The stem cell heeded the call. It divided, differentiated, and extruded its nucleus, transforming into a biconcave disc of pure hemoglobin. Thus was born Erythrocyte E-1173, a cell with no organelles, no ambitions, and only one purpose: to carry oxygen.
In the beginning, there was a void. Not an empty one, but a bustling, hypoxic darkness deep within the spongy red marrow of a human femur. Here, in the hematopoietic niche, a humble hematopoietic stem cell received a signal: a whisper of the cytokine erythropoietin, released by the kidneys because the blood’s oxygen levels had dipped slightly below a set point. fundamentals of medical physiology
And so, the story of medical physiology is not about one cell, but about the relentless, integrated, and beautiful logic of systems working in concert. It is the story of how the body, every second of every day, reads its internal environment and makes it right. The stem cell heeded the call
E-1173 was now free in the interstitial space. This was a . Immediately, local smooth muscles in the vessel wall constricted ( vasospasm ). Circulating platelets, sensing exposed collagen, began to adhere, activate, and aggregate. They released ADP and thromboxane A₂, recruiting more platelets. A positive feedback loop had begun. Then, a cascade of inactive enzymes in the blood—the coagulation factors—catalyzed one another in a chain reaction, converting fibrinogen into sticky fibrin threads.
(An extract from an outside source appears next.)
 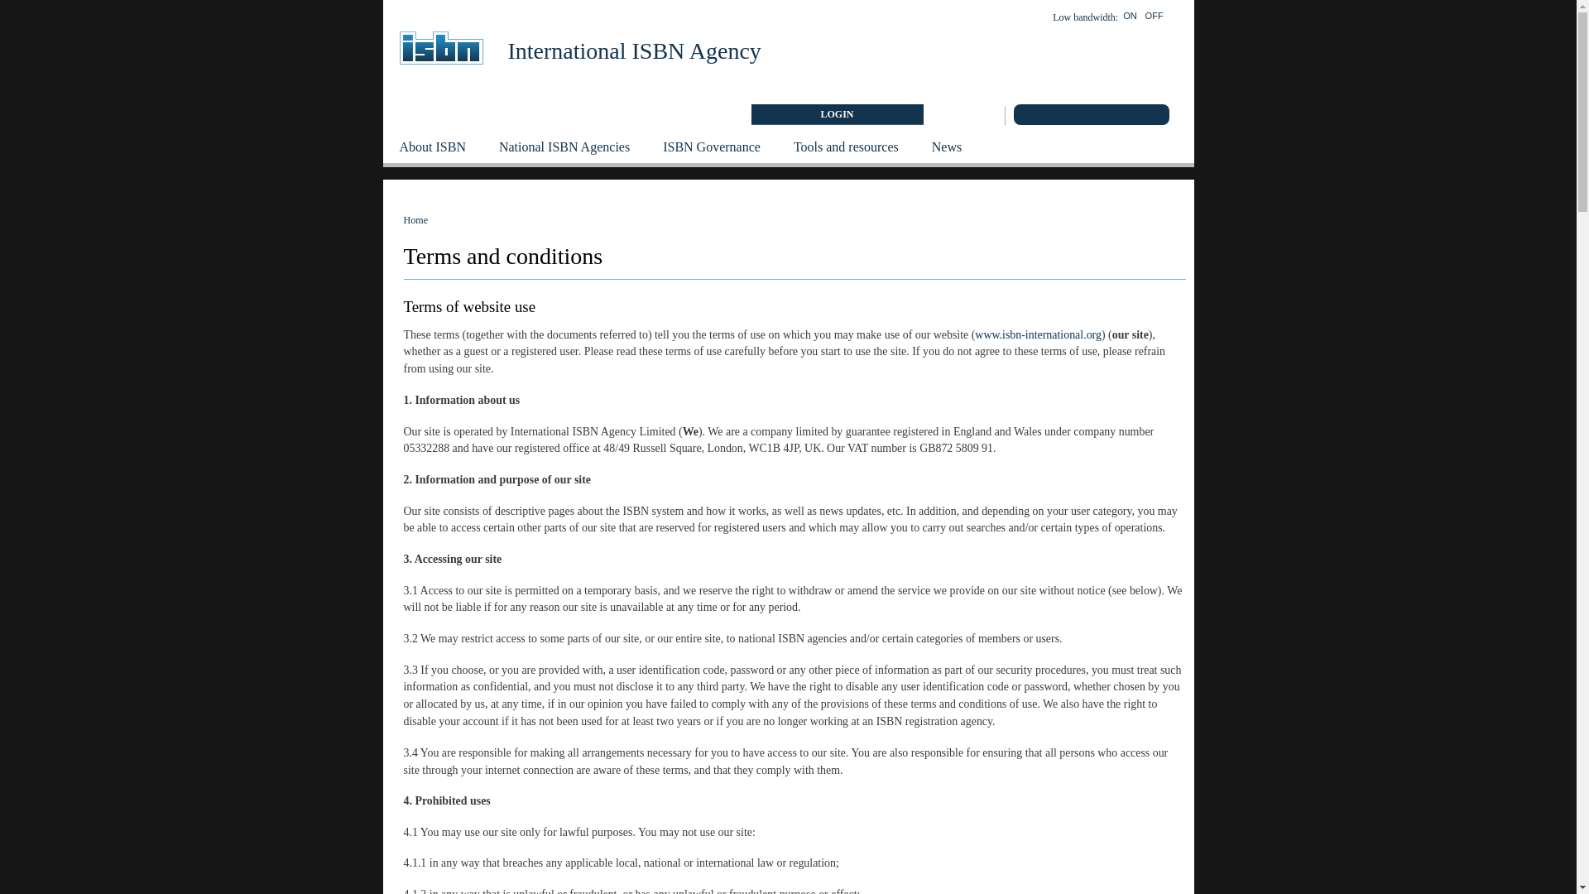 What do you see at coordinates (634, 50) in the screenshot?
I see `International ISBN Agency` at bounding box center [634, 50].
Within minutes, a stable clot had formed, sealing the leak. In the beginning, there was a void
But a crisis loomed.
Finally, E-1173 arrived at its destination: a sleepy capillary bed in the gastrocnemius muscle of a jogging human. The environment here was hostile. The local pH was acidic from lactic acid. The temperature was high from muscular work. CO₂ partial pressure was elevated. All of these factors—the —were chemical insults screaming, “Unload your oxygen!”
The jogger felt nothing. A single cell had been lost, a thousand more had been born. The heart continued its electrical rhythm. The kidneys balanced pH. The lungs exchanged gases. The brain, unaware of the drama, sent a new signal down a motor neuron: Lift the foot.